In the presented article I am trying to describe the role of education and especially the role of career counselling in pursuing sustainable development education on the local labor market. Education is an extremely important factor in the lives of local societies, especially in preparing the youth to carry out their future careers. The unlimited availability of knowledge regarding the real career paths and the needs of labor market has nowadays become necessary. The consistency of vocational education with economic life and its role in management processes performed by self-government bodies justifies undertaking research on it at the local level. Researching these relations will allow me to formulate conclusions about the effectiveness of career counseling and its impact on the local labor market. The article was based on the literature on the subject, the analysis of the UN and EU legal regulations, strategic government and local government programs and statistical data.


2018 ◽  
Vol 47 (1) ◽  
pp. 31-52 ◽  
Author(s):  
Maria Reyes ◽  
Amalia Dache-Gerbino ◽  
Cecilia Rios-Aguilar ◽  
Manuel Gonzalez-Canche ◽  
Regina Deil-Amen

Objective: The process by which students decide to stay in college has been primarily based on models that are independent of geographic context.
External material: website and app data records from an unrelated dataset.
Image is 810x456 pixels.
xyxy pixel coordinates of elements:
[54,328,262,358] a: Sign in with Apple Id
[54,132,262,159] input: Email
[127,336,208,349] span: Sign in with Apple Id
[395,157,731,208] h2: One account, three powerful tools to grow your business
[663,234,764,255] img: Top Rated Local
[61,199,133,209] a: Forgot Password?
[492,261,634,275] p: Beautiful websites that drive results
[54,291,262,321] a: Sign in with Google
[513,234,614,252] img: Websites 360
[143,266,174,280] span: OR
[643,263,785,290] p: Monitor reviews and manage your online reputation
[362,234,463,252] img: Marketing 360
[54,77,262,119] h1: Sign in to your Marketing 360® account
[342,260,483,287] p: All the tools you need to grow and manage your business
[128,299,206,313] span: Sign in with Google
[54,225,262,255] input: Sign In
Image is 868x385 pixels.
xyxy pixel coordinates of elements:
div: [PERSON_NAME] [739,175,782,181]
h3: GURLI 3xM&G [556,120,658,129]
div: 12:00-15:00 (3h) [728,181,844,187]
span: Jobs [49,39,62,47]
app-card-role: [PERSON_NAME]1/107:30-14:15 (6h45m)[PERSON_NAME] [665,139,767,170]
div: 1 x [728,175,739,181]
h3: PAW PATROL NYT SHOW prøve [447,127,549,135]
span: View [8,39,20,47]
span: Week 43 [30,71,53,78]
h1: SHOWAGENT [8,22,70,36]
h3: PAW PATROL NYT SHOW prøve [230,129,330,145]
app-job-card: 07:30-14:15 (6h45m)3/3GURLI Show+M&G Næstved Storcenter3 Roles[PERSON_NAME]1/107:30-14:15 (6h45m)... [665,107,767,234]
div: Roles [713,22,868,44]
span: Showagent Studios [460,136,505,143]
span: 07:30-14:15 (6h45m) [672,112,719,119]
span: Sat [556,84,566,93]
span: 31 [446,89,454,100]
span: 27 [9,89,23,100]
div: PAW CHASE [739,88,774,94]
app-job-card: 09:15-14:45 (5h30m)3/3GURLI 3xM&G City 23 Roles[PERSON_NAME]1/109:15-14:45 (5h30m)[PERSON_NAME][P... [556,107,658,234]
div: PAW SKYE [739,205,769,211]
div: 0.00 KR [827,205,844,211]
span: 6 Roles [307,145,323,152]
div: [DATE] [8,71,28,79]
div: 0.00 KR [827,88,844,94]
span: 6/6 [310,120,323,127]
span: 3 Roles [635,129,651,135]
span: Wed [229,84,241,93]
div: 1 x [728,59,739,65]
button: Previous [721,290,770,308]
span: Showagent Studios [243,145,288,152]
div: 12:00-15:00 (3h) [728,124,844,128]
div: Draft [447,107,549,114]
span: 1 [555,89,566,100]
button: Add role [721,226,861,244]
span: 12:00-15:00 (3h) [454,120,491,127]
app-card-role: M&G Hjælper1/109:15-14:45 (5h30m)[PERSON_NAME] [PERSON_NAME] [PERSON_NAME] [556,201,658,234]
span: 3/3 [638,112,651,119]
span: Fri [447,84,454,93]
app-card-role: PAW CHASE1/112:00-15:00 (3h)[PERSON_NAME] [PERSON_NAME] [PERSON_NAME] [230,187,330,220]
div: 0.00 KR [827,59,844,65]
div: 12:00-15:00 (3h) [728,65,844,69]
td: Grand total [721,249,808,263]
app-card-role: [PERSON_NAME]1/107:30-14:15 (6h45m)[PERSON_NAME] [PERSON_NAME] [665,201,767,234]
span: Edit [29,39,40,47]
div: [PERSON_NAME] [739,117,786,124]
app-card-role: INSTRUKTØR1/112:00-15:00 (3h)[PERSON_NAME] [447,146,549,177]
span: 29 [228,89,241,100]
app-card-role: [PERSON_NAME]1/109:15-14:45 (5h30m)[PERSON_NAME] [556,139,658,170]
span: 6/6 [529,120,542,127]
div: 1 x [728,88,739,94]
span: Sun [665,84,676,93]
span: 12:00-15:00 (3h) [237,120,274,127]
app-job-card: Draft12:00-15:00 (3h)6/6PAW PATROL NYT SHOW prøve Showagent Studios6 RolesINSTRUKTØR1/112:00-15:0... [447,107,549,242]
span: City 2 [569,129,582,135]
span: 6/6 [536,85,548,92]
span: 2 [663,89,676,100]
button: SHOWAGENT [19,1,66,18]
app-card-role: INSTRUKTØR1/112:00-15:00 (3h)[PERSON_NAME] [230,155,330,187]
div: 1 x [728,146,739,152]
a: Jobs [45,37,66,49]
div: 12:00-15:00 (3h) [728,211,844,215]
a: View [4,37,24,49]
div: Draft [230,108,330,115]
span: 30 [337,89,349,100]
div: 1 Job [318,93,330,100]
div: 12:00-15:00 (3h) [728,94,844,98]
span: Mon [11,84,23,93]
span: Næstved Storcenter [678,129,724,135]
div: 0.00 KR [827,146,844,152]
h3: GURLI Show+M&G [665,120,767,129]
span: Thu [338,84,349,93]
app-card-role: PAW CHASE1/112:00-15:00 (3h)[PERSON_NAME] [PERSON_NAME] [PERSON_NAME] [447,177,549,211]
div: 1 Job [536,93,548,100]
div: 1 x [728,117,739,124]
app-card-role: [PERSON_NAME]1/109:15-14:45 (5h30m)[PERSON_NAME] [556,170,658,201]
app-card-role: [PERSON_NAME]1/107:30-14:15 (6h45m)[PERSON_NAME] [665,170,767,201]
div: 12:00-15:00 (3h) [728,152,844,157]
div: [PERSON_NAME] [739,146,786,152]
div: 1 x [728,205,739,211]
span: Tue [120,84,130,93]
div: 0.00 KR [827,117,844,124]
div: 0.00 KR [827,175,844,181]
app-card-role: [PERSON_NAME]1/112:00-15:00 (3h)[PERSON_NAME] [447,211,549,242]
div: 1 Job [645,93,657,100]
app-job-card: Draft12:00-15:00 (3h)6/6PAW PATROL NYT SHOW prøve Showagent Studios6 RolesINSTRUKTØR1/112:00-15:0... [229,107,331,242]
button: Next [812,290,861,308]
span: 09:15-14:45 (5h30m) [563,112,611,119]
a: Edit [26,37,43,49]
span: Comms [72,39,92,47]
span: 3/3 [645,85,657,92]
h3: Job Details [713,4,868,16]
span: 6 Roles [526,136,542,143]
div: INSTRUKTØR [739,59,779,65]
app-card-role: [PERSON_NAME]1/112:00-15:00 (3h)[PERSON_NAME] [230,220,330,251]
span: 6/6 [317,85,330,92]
This article describes the local labor market in which community college students are situated and discusses the multiple and complex ways these labor markets impact student decisions to persist and graduate. Method: Using institutional data and U.S. Census Data for 2010, this article argues that the process students use to decide to enroll and persist in community college needs to account for geographic context. Applying ArcGIS mapping, we layout students’ location, local labor market data, and the educational attainment data of a Houston area community college to map the geography of opportunity for these students. Results: The geography of opportunity signifies the educational or occupational opportunities afforded to individuals that are influenced by geography. Conclusion: Our findings suggest that research addressing persistence would benefit from acknowledging the geographic context of the higher education institution.


2020 ◽  
Vol 50 (1) ◽  
pp. 79-103
Author(s):  
NETTA ACHDUT ◽  
HAYA STIER

AbstractContemporary welfare policies in many Western countries limit means tested public assistance for the long-term unemployed and spur rapid movement into the labor market. Studies on welfare use determinants that traced these policy changes focused on individuals’ characteristics, economic condition, and various policy components. Little attention was paid to welfare recipients’ job quality or its role in determining welfare exit. The present study examined the contribution of various job quality aspects, beyond wages, to welfare exit among welfare recipients in Israel. We considered the use of workers’ own skills and occupation, existence of standard employment contract (versus temporary), irregular work schedule, and application of mandatory and non-mandatory non-wage compensation attributes. The data derive from a national panel survey of 2,800 single-mother recipients of welfare in 2003. The results indicate the importance of these job components for welfare exit, above and beyond wages. Implications for policy are discussed.


2013 ◽  
Vol 128 (3) ◽  
pp. 1123-1167 ◽  
Author(s):  
Kory Kroft ◽  
Fabian Lange ◽  
Matthew J. Notowidigdo

Abstract This article studies the role of employer behavior in generating “negative duration dependence”—the adverse effect of a longer unemployment spell—by sending fictitious résumés to real job postings in 100 U.S. cities. Our results indicate that the likelihood of receiving a callback for an interview significantly decreases with the length of a worker’s unemployment spell, with the majority of this decline occurring during the first eight months. We explore how this effect varies with local labor market conditions and find that duration dependence is stronger when the local labor market is tighter. This result is consistent with the prediction of a broad class of screening models in which employers use the unemployment spell length as a signal of unobserved productivity and recognize that this signal is less informative in weak labor markets.